Electronic – Is it safe for micro to switch pins from input to output in a loop

avrmicrocontrollerteensy

I'm trying to make use of a keypad that I took out of a phone which has 3 columns and 4 rows. I've traced out the schematic on its PCB and figured out a way to drive it that I think might work, but I'm not sure whether it's safe for the microcontroller (it's a teensy++ 2.0 in this case, but I think the answer would be the same for most AVR microcontrollers).

The way the keypad works is that it has 3 pins out for column 1,2,3 and 4 pins out for rows 1,2,3,4 when you press a button to completes a circuit between the row and column that the button is in.

So the circuit I designed would work like this: I have 3 output pins connected to the columns and 4 input pins connected to the rows. I would cycle through the columns putting a high signal and then reading the rows to see if any button was pressed.

I realized one safety issue with this design which is that if you hold down two buttons on the same row, there would be a short between two different columns and since one was set to output high and the other output low that could create an overcurrent condition (like it described in http://www.ruggedcircuits.com/10-ways-to-destroy-an-arduino).

To resolve that I had the idea to make the column output pins actually input pins when they're not being used to output a high signal – and adding pull down resistors to my row input pins. What this would mean though is that I'm flicking the pins between input and output mode in a loop that repeats every 15 ms (since I sleep for 5 ms between polling the columns).

Is it safe/healthy for the microcontroller to switch its pins between input and output in a loop of about 15ms? or could this circuit be made safe in a different way?

I would also really appreciate any links to pages that describe which basic circuits with input/output pins are safe and which aren't.

Best Answer

What you describe is the standard way of scanning a matrix keypad. Essentially you are using the outputs as open-collector / open-drain (because you switch between output+low and input). For chips that do not have this possibility a diode can be put in series.

Switching a pin between input and output is totally safe and valid, it is done all the time, when a standard (push-pull type) pin is used to implement protocols like I2C and dallas/maxim 1-wire that need an open-collector output.

Depending on the value of your pull-up resistors you might need to wait a little between switching to a new output and reading the inputs. A few ms would be a starting point.

To suppress key bouncing it might be advisable to have the readings of a key no less than 50 ms apart. This can be used to derive your timing plan.

You seemed to be a little worried about doing things as fast as a few ms apart. For a microcontroler running at a few MHz that is thousands of instructions apart!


EXERCISE DIRECTIONS -
Among the entries that follow, find the lines containing the string "left" and copy them.

┌──

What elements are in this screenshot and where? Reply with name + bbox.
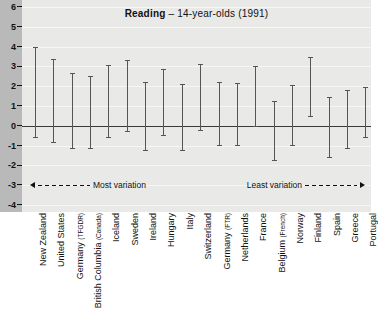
range-bar: [310, 57, 311, 116]
range-bar-top-cap: [217, 82, 222, 83]
category-label-main: Greece: [350, 213, 360, 243]
category-label: Portugal: [369, 213, 378, 247]
range-bar: [72, 73, 73, 147]
y-axis-tick: -1: [0, 140, 22, 152]
range-bar-bottom-cap: [272, 160, 277, 161]
range-bar-top-cap: [106, 65, 111, 66]
category-label: Italy: [186, 213, 195, 230]
category-label: Hungary: [167, 213, 176, 247]
most-variation-label: Most variation: [93, 180, 146, 190]
category-label-main: New Zealand: [38, 213, 48, 266]
category-label-main: Switzerland: [203, 213, 213, 260]
range-bar: [347, 90, 348, 147]
most-variation-annotation: Most variation: [30, 180, 146, 190]
grid-line: [22, 106, 371, 107]
range-bar-top-cap: [345, 90, 350, 91]
grid-line: [22, 27, 371, 28]
y-axis-tick-label: -2: [8, 159, 17, 171]
dashed-line-left: [38, 185, 90, 186]
variation-annotations: Most variation Least variation: [22, 180, 371, 193]
y-axis-tick: 1: [0, 100, 22, 112]
range-bar-top-cap: [51, 59, 56, 60]
y-axis-tick: 2: [0, 80, 22, 92]
range-bar-bottom-cap: [180, 150, 185, 151]
range-bar-top-cap: [88, 76, 93, 77]
range-bar-top-cap: [33, 47, 38, 48]
category-label-main: Sweden: [130, 213, 140, 246]
range-bar-top-cap: [327, 97, 332, 98]
category-label: Finland: [314, 213, 323, 243]
category-label: British Columbia (Canada): [94, 213, 103, 308]
y-axis-tick: -2: [0, 159, 22, 171]
grid-line: [22, 165, 371, 166]
range-bar-bottom-cap: [235, 145, 240, 146]
range-bar-top-cap: [253, 66, 258, 67]
range-bar-top-cap: [235, 83, 240, 84]
category-label: Iceland: [112, 213, 121, 242]
category-label: Switzerland: [204, 213, 213, 260]
y-axis-tick-label: -3: [8, 179, 17, 191]
category-label-main: United States: [56, 213, 66, 267]
category-label: Sweden: [131, 213, 140, 246]
category-label-sub: (FTR): [224, 213, 231, 230]
category-label: France: [259, 213, 268, 241]
y-axis-tick: -4: [0, 199, 22, 211]
category-label-main: British Columbia: [93, 240, 103, 308]
chart-title-rest: – 14-year-olds (1991): [166, 8, 269, 19]
range-bar-top-cap: [70, 73, 75, 74]
category-label-main: Finland: [313, 213, 323, 243]
y-axis-tick: 4: [0, 41, 22, 53]
zero-line: [22, 126, 371, 127]
category-label-main: Italy: [185, 213, 195, 230]
y-axis-tick-label: -4: [8, 199, 17, 211]
range-bar: [53, 59, 54, 141]
range-bar-bottom-cap: [70, 148, 75, 149]
range-bar: [329, 97, 330, 157]
range-bar-bottom-cap: [253, 126, 258, 127]
least-variation-annotation: Least variation: [247, 180, 365, 190]
range-bar-top-cap: [125, 60, 130, 61]
category-label-sub: (Canada): [95, 213, 102, 240]
range-bar-bottom-cap: [88, 148, 93, 149]
range-bar: [200, 64, 201, 129]
range-bar: [108, 65, 109, 136]
range-bar: [237, 83, 238, 144]
range-bar-top-cap: [363, 87, 368, 88]
category-label: Spain: [333, 213, 342, 236]
category-label-main: Netherlands: [240, 213, 250, 262]
range-bar-top-cap: [290, 85, 295, 86]
range-bar: [255, 66, 256, 125]
range-bar-top-cap: [198, 64, 203, 65]
category-label-main: France: [258, 213, 268, 241]
range-bar: [219, 82, 220, 144]
arrow-left-icon: [30, 182, 35, 188]
category-label: Norway: [296, 213, 305, 244]
category-label-main: Ireland: [148, 213, 158, 241]
range-bar: [145, 82, 146, 149]
category-label-main: Hungary: [166, 213, 176, 247]
range-bar-bottom-cap: [363, 137, 368, 138]
category-label-sub: (French): [279, 213, 286, 238]
range-bar-top-cap: [161, 69, 166, 70]
category-label-main: Iceland: [111, 213, 121, 242]
grid-line: [22, 86, 371, 87]
chart-title: Reading – 14-year-olds (1991): [22, 8, 371, 19]
range-bar: [35, 47, 36, 137]
range-bar-bottom-cap: [345, 148, 350, 149]
range-bar-bottom-cap: [33, 137, 38, 138]
y-axis-tick: 3: [0, 60, 22, 72]
category-label: New Zealand: [39, 213, 48, 266]
range-bar-bottom-cap: [51, 142, 56, 143]
dashed-line-right: [305, 185, 357, 186]
category-labels: New ZealandUnited StatesGermany (TFGDR)B…: [22, 213, 371, 324]
y-axis-tick: 0: [0, 120, 22, 132]
range-bar: [90, 76, 91, 147]
range-bar-bottom-cap: [217, 145, 222, 146]
y-axis-tick: 6: [0, 1, 22, 13]
y-axis-tick-label: -1: [8, 140, 17, 152]
category-label-main: Belgium: [277, 238, 287, 273]
range-bar: [274, 101, 275, 160]
range-bar-bottom-cap: [198, 130, 203, 131]
range-bar: [292, 85, 293, 144]
category-label-main: Portugal: [368, 213, 378, 247]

└──

RESULT -
dashed-line-left: [38, 185, 90, 186]
arrow-left-icon: [30, 182, 35, 188]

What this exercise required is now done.